Contact: Natalie Shure, natalie.shure@treatmentactiongroup.org
New York City, February 18, 2025 — Treatment Action Group (TAG) is disgusted and appalled by the new presidential administration’s flagrant attack on science. Recent actions taken by the executive branch — from decimating vital research, to gutting scientific workforces, to obstructing and concealing public treatment guidelines and scientific data — take a wrecking ball to the vital scientific processes that deliver lifesaving tools to prevent, diagnose, treat, and cure disease, domestically and globally.

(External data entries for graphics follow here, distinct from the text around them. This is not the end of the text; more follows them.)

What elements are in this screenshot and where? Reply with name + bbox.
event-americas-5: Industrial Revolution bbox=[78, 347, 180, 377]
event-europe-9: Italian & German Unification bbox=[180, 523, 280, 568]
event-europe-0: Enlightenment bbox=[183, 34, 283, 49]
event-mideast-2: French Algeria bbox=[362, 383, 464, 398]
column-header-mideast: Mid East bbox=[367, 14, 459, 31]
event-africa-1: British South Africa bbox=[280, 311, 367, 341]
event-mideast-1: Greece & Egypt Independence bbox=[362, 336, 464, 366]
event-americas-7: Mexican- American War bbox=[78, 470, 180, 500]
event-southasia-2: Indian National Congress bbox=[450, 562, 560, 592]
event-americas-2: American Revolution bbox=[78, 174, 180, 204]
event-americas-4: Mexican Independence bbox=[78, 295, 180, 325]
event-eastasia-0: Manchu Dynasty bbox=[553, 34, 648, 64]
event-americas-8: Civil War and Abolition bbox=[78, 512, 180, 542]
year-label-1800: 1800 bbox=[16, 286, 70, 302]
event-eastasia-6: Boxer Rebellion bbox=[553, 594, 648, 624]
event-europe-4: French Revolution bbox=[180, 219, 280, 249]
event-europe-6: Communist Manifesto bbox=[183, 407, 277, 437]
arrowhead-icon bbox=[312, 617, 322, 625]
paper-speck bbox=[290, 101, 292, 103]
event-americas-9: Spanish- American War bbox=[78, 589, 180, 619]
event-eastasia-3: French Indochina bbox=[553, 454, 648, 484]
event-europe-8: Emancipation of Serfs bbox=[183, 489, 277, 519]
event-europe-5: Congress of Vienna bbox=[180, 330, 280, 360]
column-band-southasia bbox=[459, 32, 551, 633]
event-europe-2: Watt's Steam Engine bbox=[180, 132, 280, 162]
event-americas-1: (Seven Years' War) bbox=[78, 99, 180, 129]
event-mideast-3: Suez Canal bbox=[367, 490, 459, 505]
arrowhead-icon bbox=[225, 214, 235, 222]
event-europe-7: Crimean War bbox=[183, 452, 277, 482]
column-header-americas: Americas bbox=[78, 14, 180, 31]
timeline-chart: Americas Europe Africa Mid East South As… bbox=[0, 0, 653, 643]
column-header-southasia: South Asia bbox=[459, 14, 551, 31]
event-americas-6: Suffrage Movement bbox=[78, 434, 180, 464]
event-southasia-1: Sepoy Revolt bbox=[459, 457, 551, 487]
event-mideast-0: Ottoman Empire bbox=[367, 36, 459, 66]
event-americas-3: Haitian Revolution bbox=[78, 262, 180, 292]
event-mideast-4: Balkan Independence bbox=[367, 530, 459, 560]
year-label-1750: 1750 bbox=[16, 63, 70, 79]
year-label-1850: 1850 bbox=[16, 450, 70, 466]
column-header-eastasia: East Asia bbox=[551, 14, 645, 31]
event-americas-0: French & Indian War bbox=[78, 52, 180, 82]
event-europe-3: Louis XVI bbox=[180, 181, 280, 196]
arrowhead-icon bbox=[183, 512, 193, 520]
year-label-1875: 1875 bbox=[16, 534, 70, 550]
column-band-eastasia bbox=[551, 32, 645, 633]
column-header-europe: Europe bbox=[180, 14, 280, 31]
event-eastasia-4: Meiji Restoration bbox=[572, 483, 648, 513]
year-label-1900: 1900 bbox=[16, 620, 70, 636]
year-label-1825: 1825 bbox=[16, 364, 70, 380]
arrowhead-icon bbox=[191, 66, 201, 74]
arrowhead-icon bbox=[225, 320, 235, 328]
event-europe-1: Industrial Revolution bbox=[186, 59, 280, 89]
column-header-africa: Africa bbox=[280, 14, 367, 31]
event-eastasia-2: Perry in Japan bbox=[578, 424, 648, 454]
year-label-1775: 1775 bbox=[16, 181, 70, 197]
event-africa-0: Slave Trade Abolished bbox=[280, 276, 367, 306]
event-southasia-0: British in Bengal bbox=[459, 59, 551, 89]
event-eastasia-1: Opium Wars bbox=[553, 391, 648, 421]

These hostile and reckless actions will hobble the fight against HIV, tuberculosis (TB), and hepatitis C Virus (HCV), worsen human health, and weaken communities for decades to come.
TAG was founded by activists at the height of the AIDS crisis with the goal of accelerating HIV treatment research — a mission that has since expanded to include TB and HCV. Science has always been at the heart of TAG’s strategy. “We envision the end of the HIV, TB, and HCV pandemics through effective and universally accessible tools for prevention, diagnosis, and treatment,” said TAG cofounder and Executive Director Mark Harrington. “Ending HIV, TB, and HCV as pandemics relies on a rigorous and well-funded scientific ecosystem accountable to affected communities and strongly supported by investments from the American people. Science is what ultimately changed the trajectory of the AIDS pandemic beginning in the late 1990s, when increased investment in and reforms to speed up research on protease inhibitors helped deliver treatments that have saved and are saving millions of lives.”
And yet, the new administration seems intent on seriously damaging the institutions, funding structures, professions, and collective knowledge that sustain a robust scientific process. Such destructive actions include:
- The confirmation of Robert F. Kennedy Jr. as Secretary of the Department of Health and Human Services (HHS) places a fringe crank at the helm of the country’s entire health portfolio. Kennedy is an AIDS denialist and conspiracy theorist shunned by the entirety of mainstream medicine and science, and has signaled intent to use his perch to flout scientific consensus on things like vaccine policy.
- The mass firings of approximately 5,200 employees at the National Institutes of Health (NIH), Centers for Disease Control and Prevention (CDC), Food and Drug Administration (FDA), and other agencies under the Department of Health and Human Services (HHS) will vastly impede the U.S.’s ability to assess and fund medical research, surveille and respond to emerging public health threats with evidence-based interventions, and evaluate and regulate the safety and applications of medical and consumer products.
- The NIH’s recent move to slash “indirect costs” – which cover overhead by institutions receiving NIH awards – by billions of dollars per year will deprive academic research institutions of resources necessary to support their projects, compromising important activities like lab, facility, and equipment upkeep, and staffing.
- The chaotic and illegal obliteration of the United States Agency for International Development (USAID) — the world’s third largest funder of TB research and development — has interrupted valuable clinical trials, disrupted the work of community-based organizations that advise clinical research and build local demand for health innovations, and limited global access to evidence-based treatments for HIV and deeply damaged health infrastructure in hundreds of countries around the world.
- The indiscriminate removal (and reinstatement, in some cases, following court orders,) of public data on health and disease impedes research drawing on these public sources, and precludes public health officials and communities from developing evidence-based programming.
- The dehumanizing, scientifically illiterate attempt to deny the existence of transgender, non-binary, and intersex people, which has extended to adding brazenly false claims to government websites restored as a result of court orders.
- The vile assault against anything seen as related to diversity, equity, inclusion, and accessibility (DEIA) stands to undermine recent progress toward representative demographic participation in medical research, triggering deletion of relevant guidelines and protocols from the FDA and Office of AIDS Research (OAR).
Taken altogether, this administration appears to be feeding science as we know it “into the wood chipper,” in the words of an unelected oligarch. At stake is scientific capacity and expertise that took decades to build. It cannot and will not be supplanted by private industry, which has proven itself incapable and unwilling to invest in the kind of long-term research that doesn’t yield short-term profits, but which makes up the cornerstone of practically every key medical breakthrough. Antiretroviral therapy for HIV, shorter, safer regimens for TB, and direct-acting antivirals for HCV all relied heavily on U.S. government-supported research; so too will future tools needed to end these conditions and all other pandemics.
“The White House’s attack on every step of the research, development, implementation, and policymaking processes violates the universal right to science, codified in international human rights law,” said Mike Frick, TB Project Co-Director at TAG. “This administration’s war on science harms everyone, everywhere who stands to benefit from science and its applications.”